Mary McDermott, MD, professor in general internal medicine and geriatrics and preventive medicine, recently published a study in JAMA that may change clinical guidelines for patients with peripheral artery disease (PAD).
To hone critical thinking and investigational skills, rising second-year students conduct research projects over the summer as part of the new curriculum. Two students share their work in basic science.
While it’s long been known that oxytocin promotes feelings of love, social bonding, and wellbeing, only recently have scientists discovered it’s link to anxiety-producing bad memories.
A graduate of Northwestern’s Honors Program in Medical Education, Rear Admiral Boris Lushniak, MD ’83, MPH, became acting surgeon general of the United States on July 17.
Published in Anesthesiology, Eugene Silinsky, PhD, has found that calcium channels, and not a depletion of neurotransmitters as previously thought, are responsible for the decreased response in muscles treated by neuromuscular blockers. The finding could prove helpful in developing new therapies for a host of neuromuscular diseases.
Program will integrate training in mental healthcare for LGBT clients with rotations in an infectious disease clinic and more.
Five Northwestern University Feinberg School of Medicine faculty members were accepted into the 2013-14 Searle Fellows Program, a year-long faculty development program.

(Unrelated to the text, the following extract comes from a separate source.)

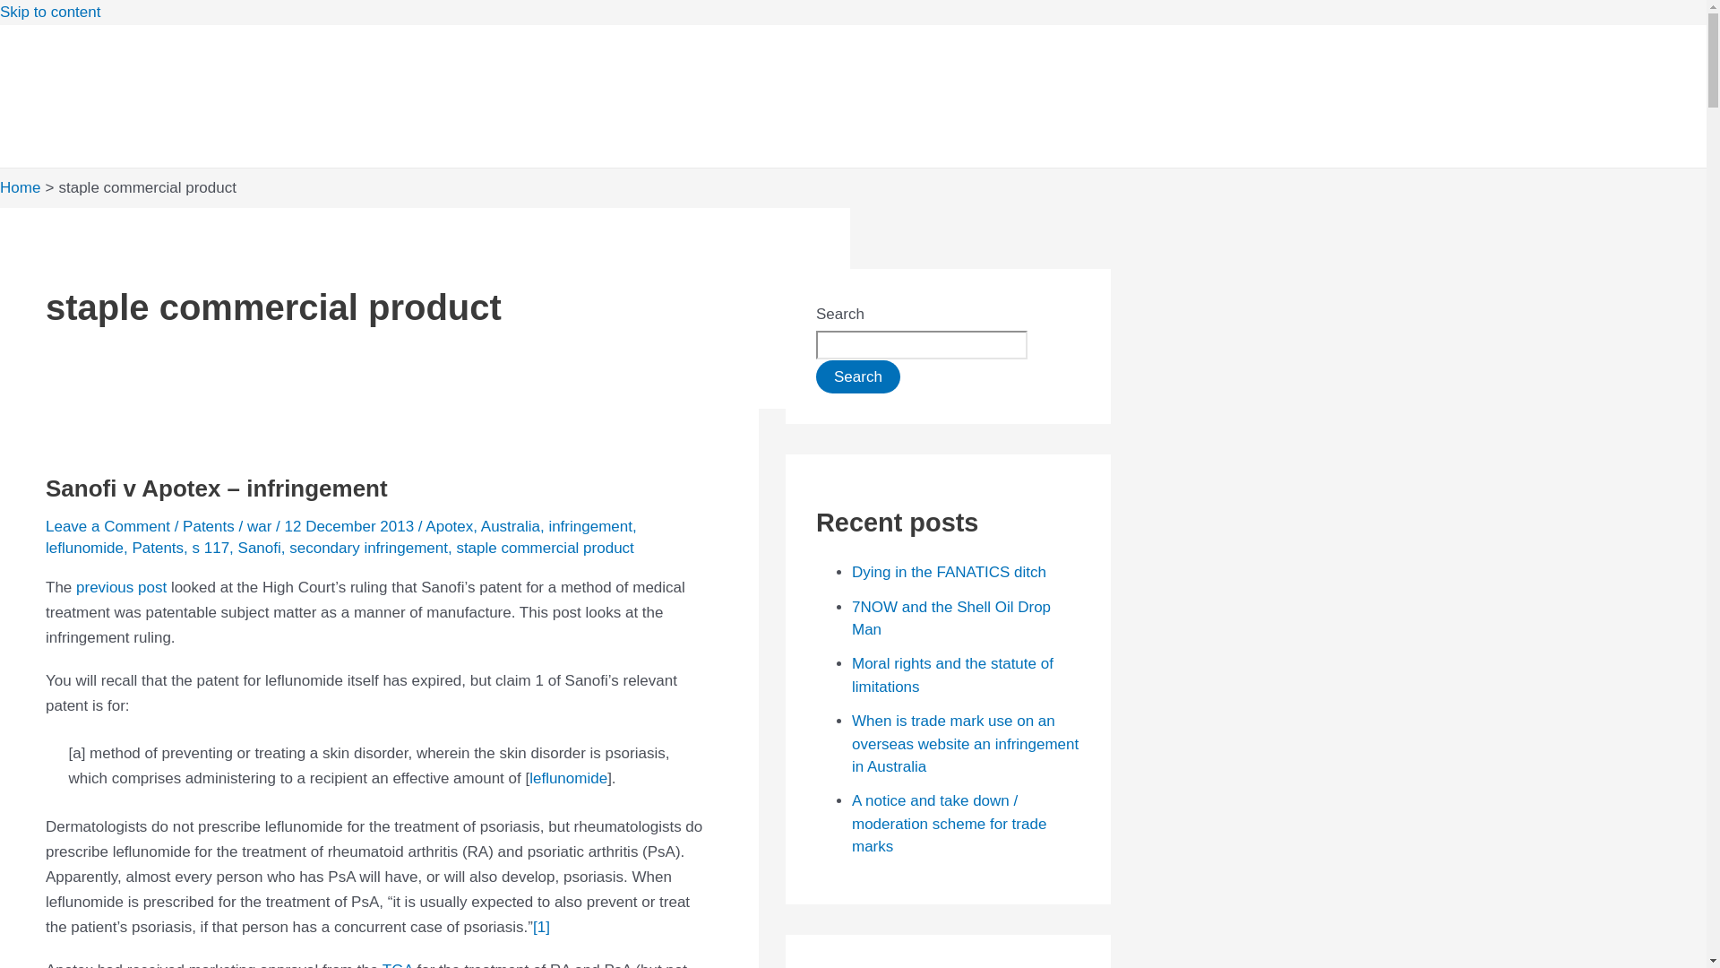  I want to click on Sanofi, so click(260, 547).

In the first step toward animal-to-human transplants of insulin-producing cells for people with type 1 diabetes, Northwestern Medicine® scientists have successfully transplanted islets, the cells that produce insulin, from one species to another. And the islets survived without immunosuppressive drugs.
Published in the Journal of the American Medical Association, scientists determined that patients with coronary artery disease and regional myocardial wall thinning often have only limited scarring.
The Research on Adverse Drug Events and Reports project issued reports on 33 serious adverse drug or device reactions in its first decade of existence, showing its value as an independent drug surveillance program.